Sunday, February 18, 2018

                                         BALL'S  THEOREM

Mustelid finds Tim Ball incredible

RICHARD CONNOLLEY WRITES:
"There's been a long-running lawsuit of Andrew Weaver against Tim Ball, who said naughty things about him. For background, or the-right-guys-won, see the Smoggies or Sou or doubtless others. And you can read the judgement itself. If you'd like to be told that TB won, then WUWT is your source; or in somewhat more detail, but be careful how much of that you read because even they can't help but quote some incriminating material. Judith Curry has a reasonably balanced set of quotes which cannot but look bad for TB, but of course she can't help veering off to her hobby-horse, Mann. The main substance of the judge's conclusion is that

the Article is poorly written and does not advance credible arguments in favour of Dr. Ball’s theory about the corruption of climate science. Simply put, a reasonably thoughtful and informed person who reads the Article is unlikely to place any stock in Dr. Ball’s views, including his views of Dr. Weaver as a supporter of conventional climate science. In Vellacott v. Saskatoon Star Phoenix Group Inc. et al, 2012 SKQB 359 [Vellacott], the court found that certain published comments were not defamatory because they were so ludicrous and outrageous as to be unbelievable and therefore incapable of lowering the reputation of the plaintiff in the minds of right-thinking persons (at para. 70). While the impugned words here are not as hyperbolic as the words in Vellacott, they similarly lack a sufficient air of credibility to make them believable and therefore potentially defamatory.

There is more, which I'll get to, but that's the main point; and of course, it is the version that makes Ball the loser: his article cannot be defamatory, because it isn't credible to any but the credulous."
For a more disinterested legal commentary, WUWT offers:
Tim Ball’s Victory in the First Climate Lawsuit Judgment – The Backstory
By, wait for it      Dr. Tim Ball



This is not a polar bear
In one of his better efforts, Ball proposed changes in 16th & 17th century landscape painting as  a proxy for  cosmic rays.
The noted Hudson Bay blanket authority and Canadian goose historian theorized that increased cloud cover in paintings constituted a better cosmic ray flux proxy than the inconvenient CERN cloud chamber results. He opined in WUWT that the  shift in baroque painting, from  blue skies  to  cloudy gray, signified that rising cosmic rays must have caused the Little Ice Age.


Where a line has odd spacing or punctuation, keep it; transcribe all the entries exactly.

[Task data — start]

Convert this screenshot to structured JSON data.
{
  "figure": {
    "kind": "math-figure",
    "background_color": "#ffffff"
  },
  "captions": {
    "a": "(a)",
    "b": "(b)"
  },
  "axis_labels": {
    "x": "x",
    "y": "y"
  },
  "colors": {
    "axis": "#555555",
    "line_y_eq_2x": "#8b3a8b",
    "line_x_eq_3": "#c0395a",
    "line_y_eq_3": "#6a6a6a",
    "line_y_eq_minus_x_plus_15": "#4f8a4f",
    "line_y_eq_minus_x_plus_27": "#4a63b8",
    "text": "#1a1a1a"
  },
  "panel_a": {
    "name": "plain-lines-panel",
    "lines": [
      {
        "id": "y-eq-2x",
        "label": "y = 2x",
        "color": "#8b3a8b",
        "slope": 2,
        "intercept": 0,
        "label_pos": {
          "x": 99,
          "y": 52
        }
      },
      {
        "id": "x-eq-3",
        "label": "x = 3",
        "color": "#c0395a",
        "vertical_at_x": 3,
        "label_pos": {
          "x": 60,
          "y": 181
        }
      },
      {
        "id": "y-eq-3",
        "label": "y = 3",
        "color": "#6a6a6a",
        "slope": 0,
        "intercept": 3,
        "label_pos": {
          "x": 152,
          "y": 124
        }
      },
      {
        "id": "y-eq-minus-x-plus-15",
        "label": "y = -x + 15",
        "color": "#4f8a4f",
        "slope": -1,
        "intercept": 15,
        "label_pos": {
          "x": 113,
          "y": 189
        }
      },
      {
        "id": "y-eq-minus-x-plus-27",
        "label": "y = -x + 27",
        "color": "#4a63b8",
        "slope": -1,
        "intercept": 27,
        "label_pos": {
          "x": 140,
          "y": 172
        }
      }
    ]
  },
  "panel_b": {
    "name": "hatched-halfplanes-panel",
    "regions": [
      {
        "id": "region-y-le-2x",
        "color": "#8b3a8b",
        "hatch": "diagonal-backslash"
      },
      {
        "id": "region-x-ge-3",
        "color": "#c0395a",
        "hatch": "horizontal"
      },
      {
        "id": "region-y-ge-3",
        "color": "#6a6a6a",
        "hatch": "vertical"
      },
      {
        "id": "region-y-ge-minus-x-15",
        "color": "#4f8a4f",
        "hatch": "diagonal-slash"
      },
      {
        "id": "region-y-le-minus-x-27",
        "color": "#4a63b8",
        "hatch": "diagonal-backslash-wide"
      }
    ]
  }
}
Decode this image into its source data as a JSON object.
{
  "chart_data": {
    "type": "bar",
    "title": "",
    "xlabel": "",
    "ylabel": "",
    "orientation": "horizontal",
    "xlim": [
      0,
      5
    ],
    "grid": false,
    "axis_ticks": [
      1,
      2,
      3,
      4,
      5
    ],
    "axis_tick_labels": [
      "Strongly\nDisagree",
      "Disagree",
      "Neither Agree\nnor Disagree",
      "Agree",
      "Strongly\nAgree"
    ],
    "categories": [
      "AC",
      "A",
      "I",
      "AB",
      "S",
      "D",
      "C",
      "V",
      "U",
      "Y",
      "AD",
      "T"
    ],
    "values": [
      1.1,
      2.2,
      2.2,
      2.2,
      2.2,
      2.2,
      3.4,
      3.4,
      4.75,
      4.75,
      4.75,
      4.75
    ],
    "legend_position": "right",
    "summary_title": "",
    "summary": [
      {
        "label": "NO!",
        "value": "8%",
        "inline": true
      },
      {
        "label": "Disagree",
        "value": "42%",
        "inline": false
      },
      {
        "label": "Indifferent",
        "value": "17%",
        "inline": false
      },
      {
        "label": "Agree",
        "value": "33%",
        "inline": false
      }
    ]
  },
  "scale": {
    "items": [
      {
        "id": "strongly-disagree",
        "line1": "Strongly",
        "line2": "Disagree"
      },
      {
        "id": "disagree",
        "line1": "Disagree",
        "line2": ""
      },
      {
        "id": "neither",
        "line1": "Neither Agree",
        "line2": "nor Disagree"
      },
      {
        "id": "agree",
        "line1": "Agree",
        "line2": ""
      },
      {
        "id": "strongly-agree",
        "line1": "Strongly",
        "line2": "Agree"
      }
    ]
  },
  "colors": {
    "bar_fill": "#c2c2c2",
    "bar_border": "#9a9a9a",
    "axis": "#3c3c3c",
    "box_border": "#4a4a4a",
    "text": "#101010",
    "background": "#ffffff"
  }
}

[Task data — finish]

Response area
Convert this screenshot to structured JSON data.
{
  "figure": {
    "kind": "math-figure",
    "background_color": "#ffffff"
  },
  "captions": {
    "a": "(a)",
    "b": "(b)"
  },
  "axis_labels": {
    "x": "x",
    "y": "y"
  },
  "colors": {
    "axis": "#555555",
    "line_y_eq_2x": "#8b3a8b",
    "line_x_eq_3": "#c0395a",
    "line_y_eq_3": "#6a6a6a",
    "line_y_eq_minus_x_plus_15": "#4f8a4f",
    "line_y_eq_minus_x_plus_27": "#4a63b8",
    "text": "#1a1a1a"
  },
  "panel_a": {
    "name": "plain-lines-panel",
    "lines": [
      {
        "id": "y-eq-2x",
        "label": "y = 2x",
        "color": "#8b3a8b",
        "slope": 2,
        "intercept": 0,
        "label_pos": {
          "x": 99,
          "y": 52
        }
      },
      {
        "id": "x-eq-3",
        "label": "x = 3",
        "color": "#c0395a",
        "vertical_at_x": 3,
        "label_pos": {
          "x": 60,
          "y": 181
        }
      },
      {
        "id": "y-eq-3",
        "label": "y = 3",
        "color": "#6a6a6a",
        "slope": 0,
        "intercept": 3,
        "label_pos": {
          "x": 152,
          "y": 124
        }
      },
      {
        "id": "y-eq-minus-x-plus-15",
        "label": "y = -x + 15",
        "color": "#4f8a4f",
        "slope": -1,
        "intercept": 15,
        "label_pos": {
          "x": 113,
          "y": 189
        }
      },
      {
        "id": "y-eq-minus-x-plus-27",
        "label": "y = -x + 27",
        "color": "#4a63b8",
        "slope": -1,
        "intercept": 27,
        "label_pos": {
          "x": 140,
          "y": 172
        }
      }
    ]
  },
  "panel_b": {
    "name": "hatched-halfplanes-panel",
    "regions": [
      {
        "id": "region-y-le-2x",
        "color": "#8b3a8b",
        "hatch": "diagonal-backslash"
      },
      {
        "id": "region-x-ge-3",
        "color": "#c0395a",
        "hatch": "horizontal"
      },
      {
        "id": "region-y-ge-3",
        "color": "#6a6a6a",
        "hatch": "vertical"
      },
      {
        "id": "region-y-ge-minus-x-15",
        "color": "#4f8a4f",
        "hatch": "diagonal-slash"
      },
      {
        "id": "region-y-le-minus-x-27",
        "color": "#4a63b8",
        "hatch": "diagonal-backslash-wide"
      }
    ]
  }
}
Decode this image into its source data as a JSON object.
{
  "chart_data": {
    "type": "bar",
    "title": "",
    "xlabel": "",
    "ylabel": "",
    "orientation": "horizontal",
    "xlim": [
      0,
      5
    ],
    "grid": false,
    "axis_ticks": [
      1,
      2,
      3,
      4,
      5
    ],
    "axis_tick_labels": [
      "Strongly\nDisagree",
      "Disagree",
      "Neither Agree\nnor Disagree",
      "Agree",
      "Strongly\nAgree"
    ],
    "categories": [
      "AC",
      "A",
      "I",
      "AB",
      "S",
      "D",
      "C",
      "V",
      "U",
      "Y",
      "AD",
      "T"
    ],
    "values": [
      1.1,
      2.2,
      2.2,
      2.2,
      2.2,
      2.2,
      3.4,
      3.4,
      4.75,
      4.75,
      4.75,
      4.75
    ],
    "legend_position": "right",
    "summary_title": "",
    "summary": [
      {
        "label": "NO!",
        "value": "8%",
        "inline": true
      },
      {
        "label": "Disagree",
        "value": "42%",
        "inline": false
      },
      {
        "label": "Indifferent",
        "value": "17%",
        "inline": false
      },
      {
        "label": "Agree",
        "value": "33%",
        "inline": false
      }
    ]
  },
  "scale": {
    "items": [
      {
        "id": "strongly-disagree",
        "line1": "Strongly",
        "line2": "Disagree"
      },
      {
        "id": "disagree",
        "line1": "Disagree",
        "line2": ""
      },
      {
        "id": "neither",
        "line1": "Neither Agree",
        "line2": "nor Disagree"
      },
      {
        "id": "agree",
        "line1": "Agree",
        "line2": ""
      },
      {
        "id": "strongly-agree",
        "line1": "Strongly",
        "line2": "Agree"
      }
    ]
  },
  "colors": {
    "bar_fill": "#c2c2c2",
    "bar_border": "#9a9a9a",
    "axis": "#3c3c3c",
    "box_border": "#4a4a4a",
    "text": "#101010",
    "background": "#ffffff"
  }
}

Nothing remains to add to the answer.